China’s Central Bank Hints at Major Policy Shift
A speech by China’s central bank chief signals that it is looking to update its monetary tool kit with potential changes that economists say herald a major policy revamp, bringing it closer to practices adopted by its western peers.
Pan Gongsheng, governor of the People’s Bank of China, said Wednesday that the monetary authority might restart trading Treasury bonds in secondary markets, a policy shift that could rewrite the way Beijing manages liquidity.
Over the past decade, the PBOC has mainly relied on various lending facilities and cuts to banks’ reserve requirements to ease monetary settings. But growing constraints on its current range of policy tools have necessitated bond trading by the central bank, a common practice in more advanced economies, analysts say.
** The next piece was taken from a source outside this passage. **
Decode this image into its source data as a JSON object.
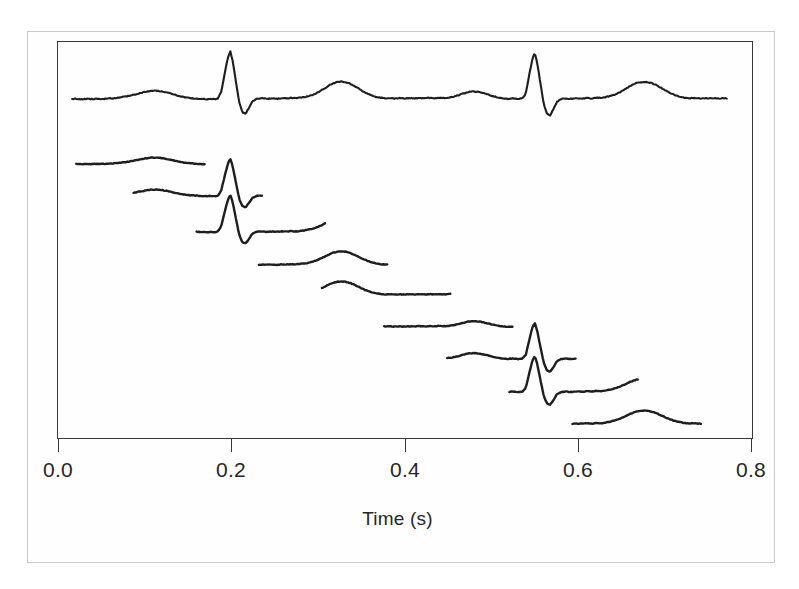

Apart from bond trading, Pan also hinted at simplifying China’s current policy rates to allow a single short-term rate to play a bigger role in guiding banks. Pan said he is also considering narrowing China’s so-called interest-rate corridor, which regulates market-rate fluctuations.
“In our view, this clearly indicates a reform in monetary policy objectives and instruments over the next few years,” Xing Zhaopeng, a China strategist at ANZ, said in a note Wednesday. That said, the market impact of such reforms will likely be gradual because the changes can’t be done immediately, Xing added.
It remains unclear whether the central bank would introduce a new short-term rate as the primary policy rate, after Pan said Wednesday that the rate of the seven-day reverse repo operation has basically taken on this role.
This suggests that the closely watched rate of China’s medium-term lending facility may be played down or even phased out in the future, economists say.
The MLF operation could also play a smaller role in terms of liquidity injection, which would be offset by an increase in the PBOC’s purchases of Treasury bonds in its open market operations in the medium term, Nomura economists said in a note.
Central banks in major economies mainly focus on managing short-term rates, and it is usually more effective for the market to determine longer-term interest rates, PBOC-affiliated Financial News on Wednesday quoted an unnamed expert as saying.
The loan prime rate, the country’s benchmark lending rate, doesn’t necessarily need to be linked or referenced to the MLF interest rate, the newspaper said, citing an unnamed source.
Noting that market rates are now able to operate smoothly around policy rates and that the range of rate fluctuation has narrowed significantly, Pan also said China’s interest-rate corridor would likely need to be narrowed to better guide the market.
China’s exceedingly wide interest-rate corridor currently spans 245 basis points. The new corridor could be narrowed to 100 basis points, said ANZ’s Xing.
Pan also said the PBOC would play down other quantitative targets, such as total social financing and money supply growth, in order to focus more on interest rates. The link between economic growth and credit expansion has weakened in recent years in China amid declining loans to the property sector and local government financing vehicles, economists say.
Pan’s comments signal that weak money and credit data may not necessarily trigger further monetary policy easing, as was done by the PBOC in the past, Goldman Sachs economists said in a note.